-------- Record set

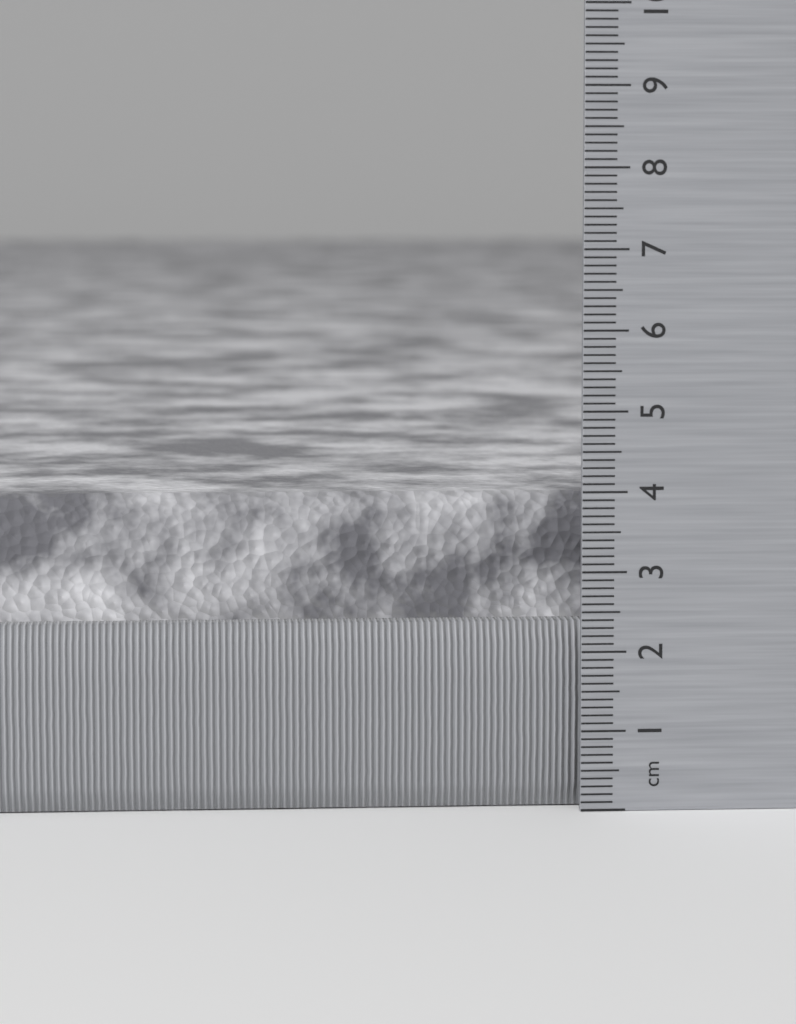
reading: 3.9 cm
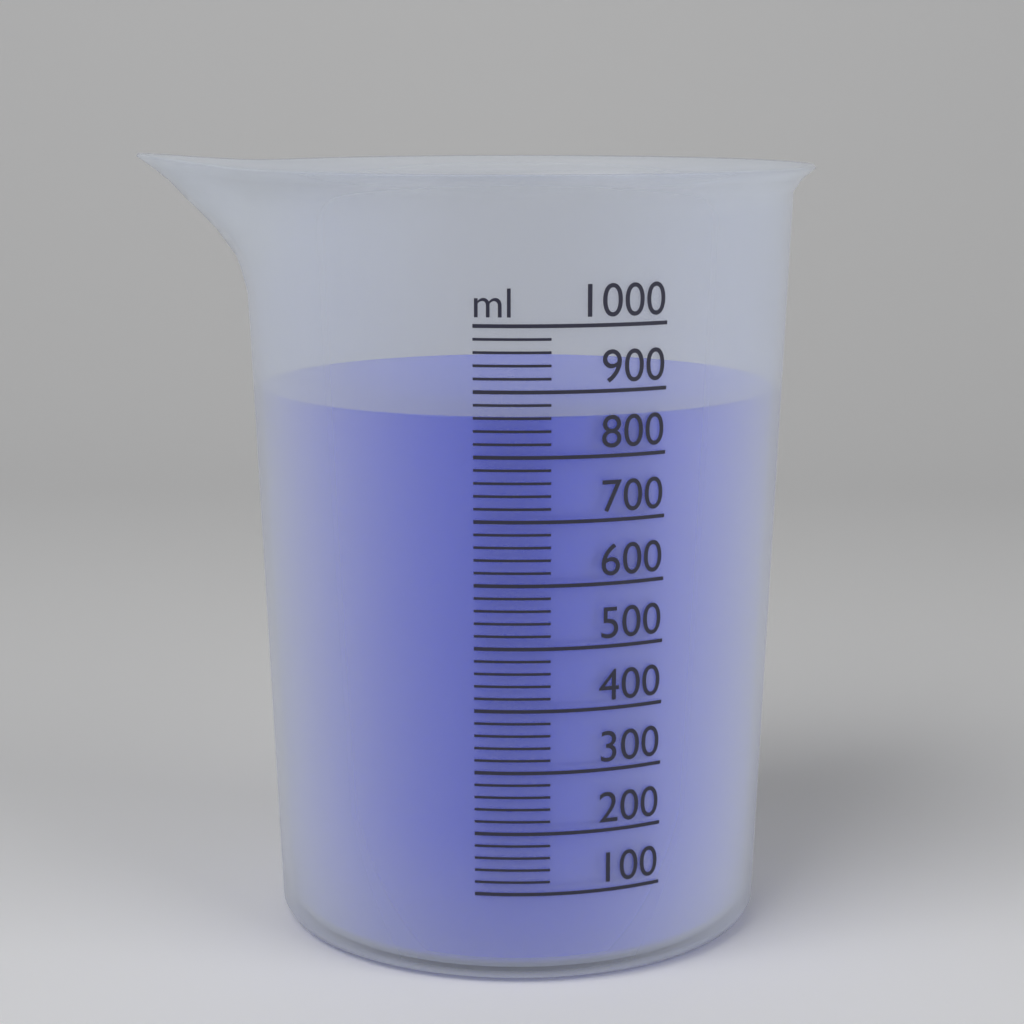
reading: 860 ml
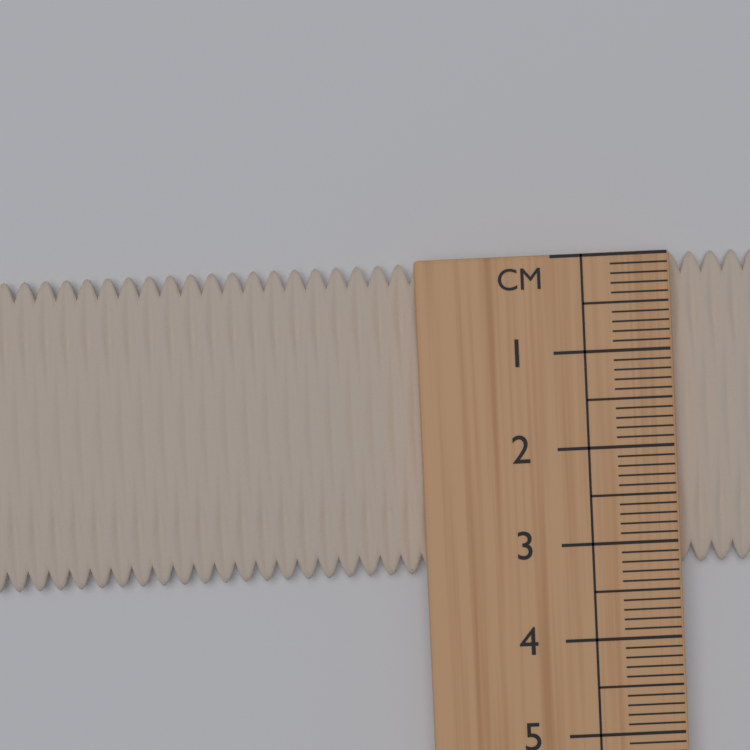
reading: 3.3 cm
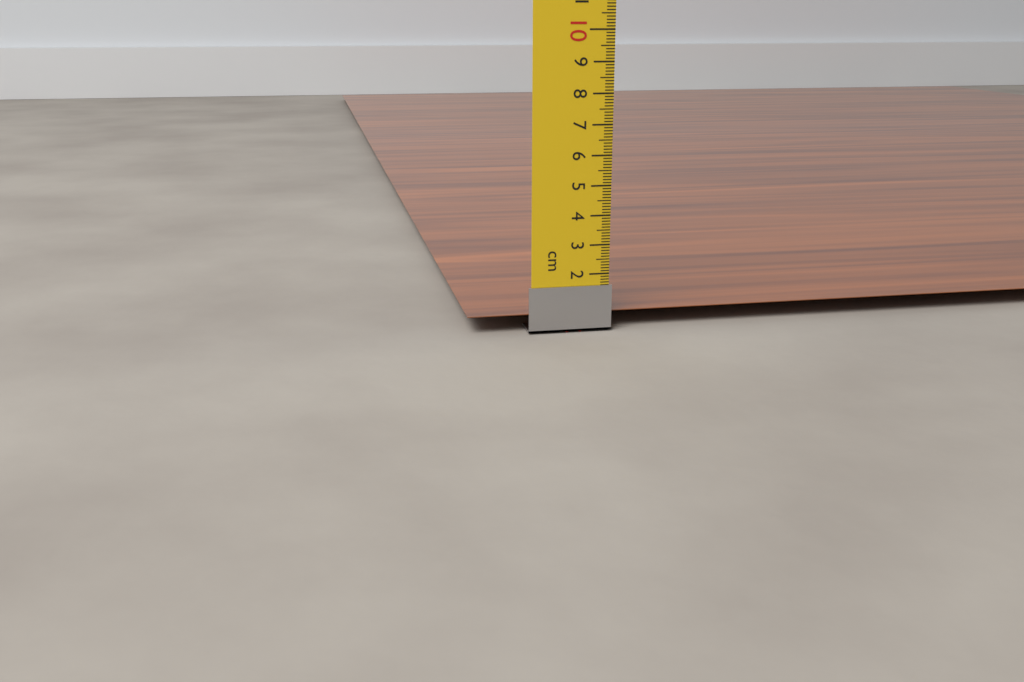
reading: 0.6 cm
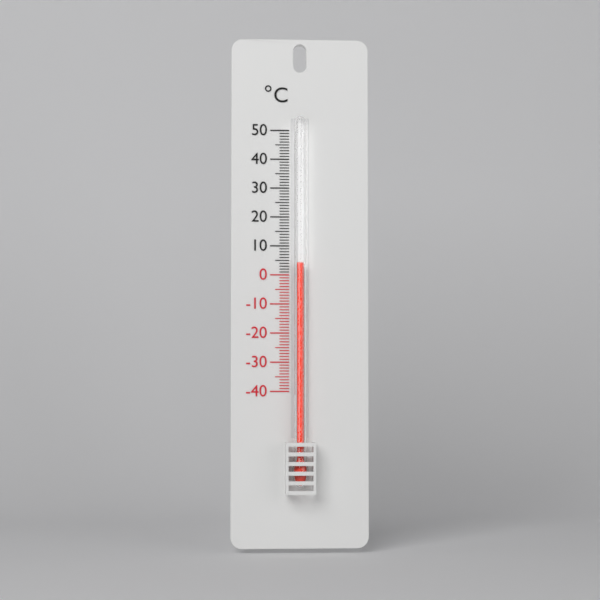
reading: 4 °C
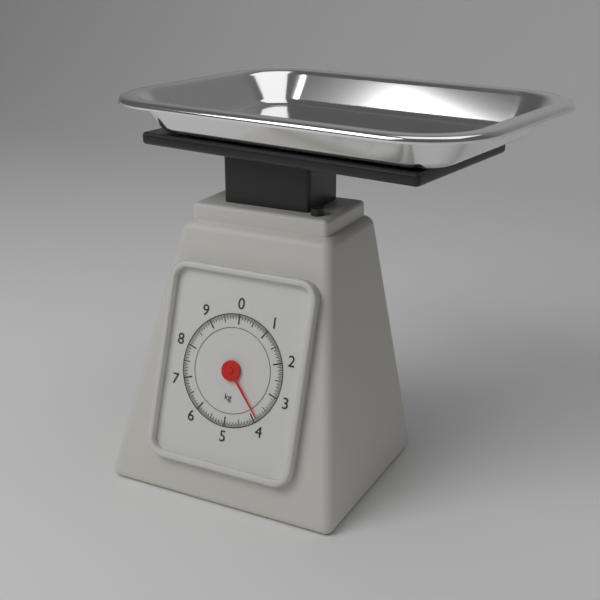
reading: 3.85 kg
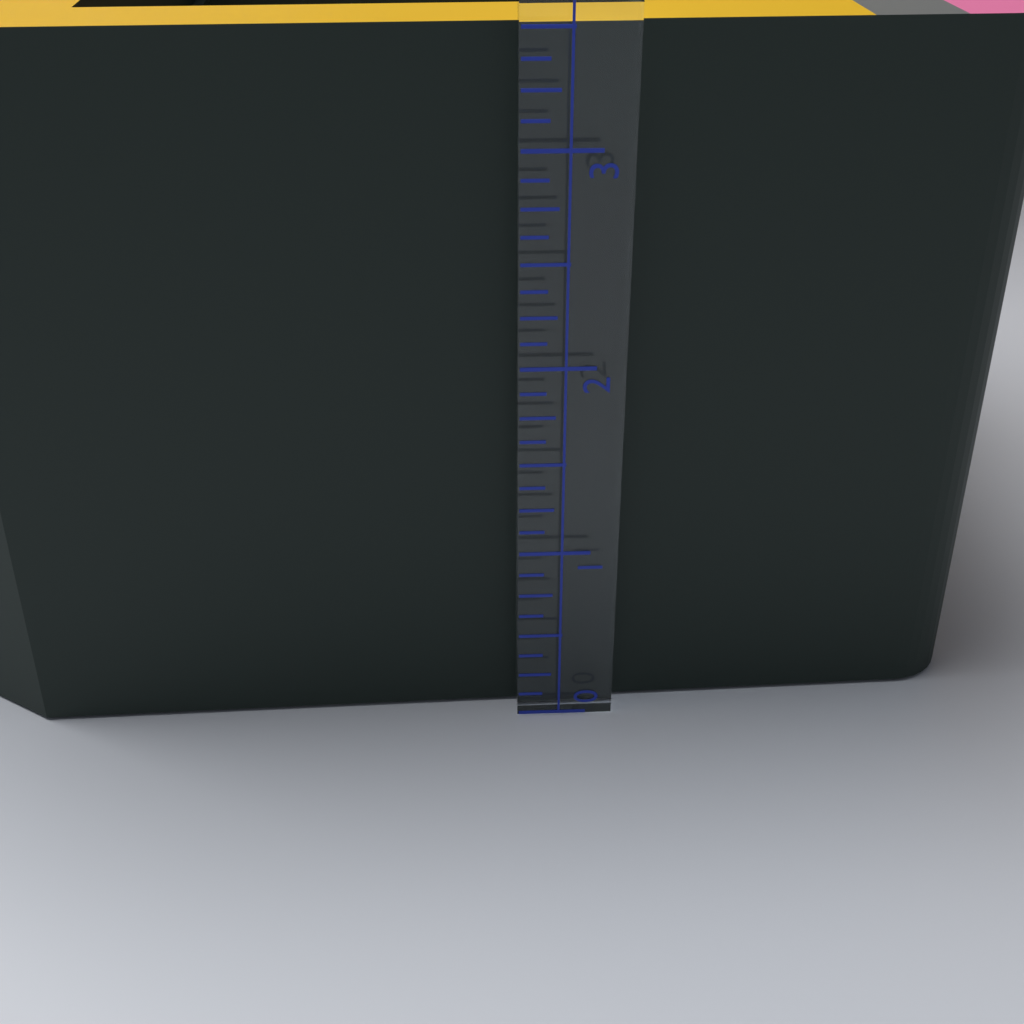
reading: 3.500 (no unit)
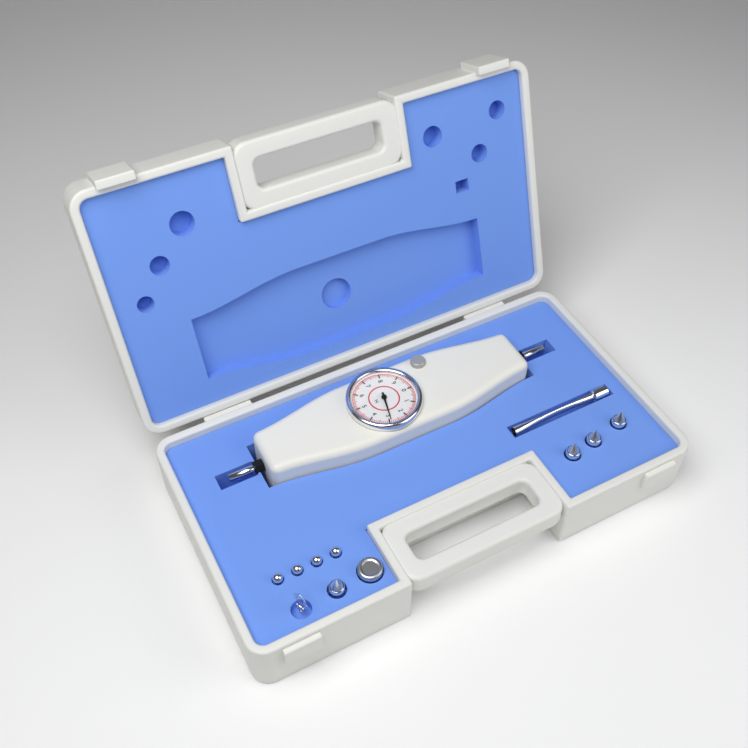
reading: 2.9 N
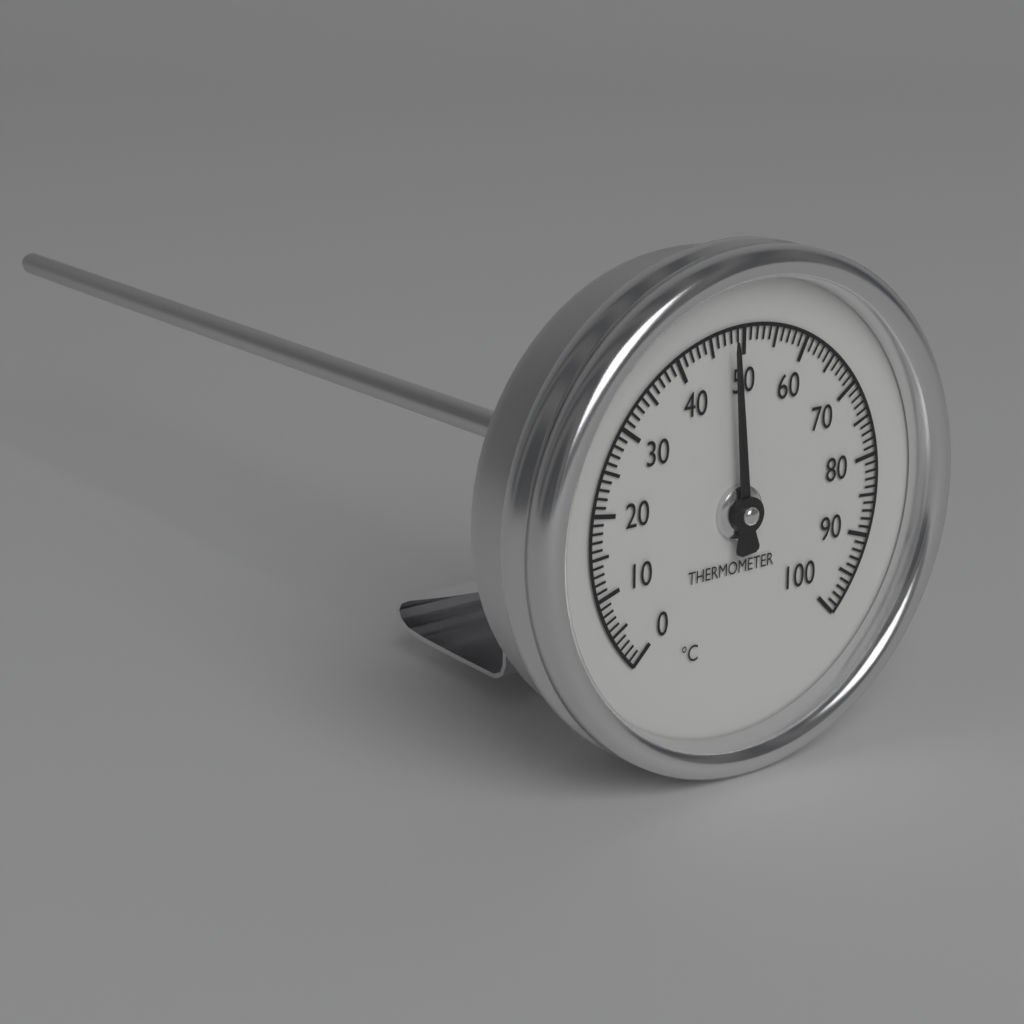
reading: 48 °C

----------------

Task goal: From the line that contains "reading: 0.6 cm" to the last line of the data, print each line exactly, both ends included, and omit the pictures.

Output below:
reading: 0.6 cm
reading: 4 °C
reading: 3.85 kg
reading: 3.500 (no unit)
reading: 2.9 N
reading: 48 °C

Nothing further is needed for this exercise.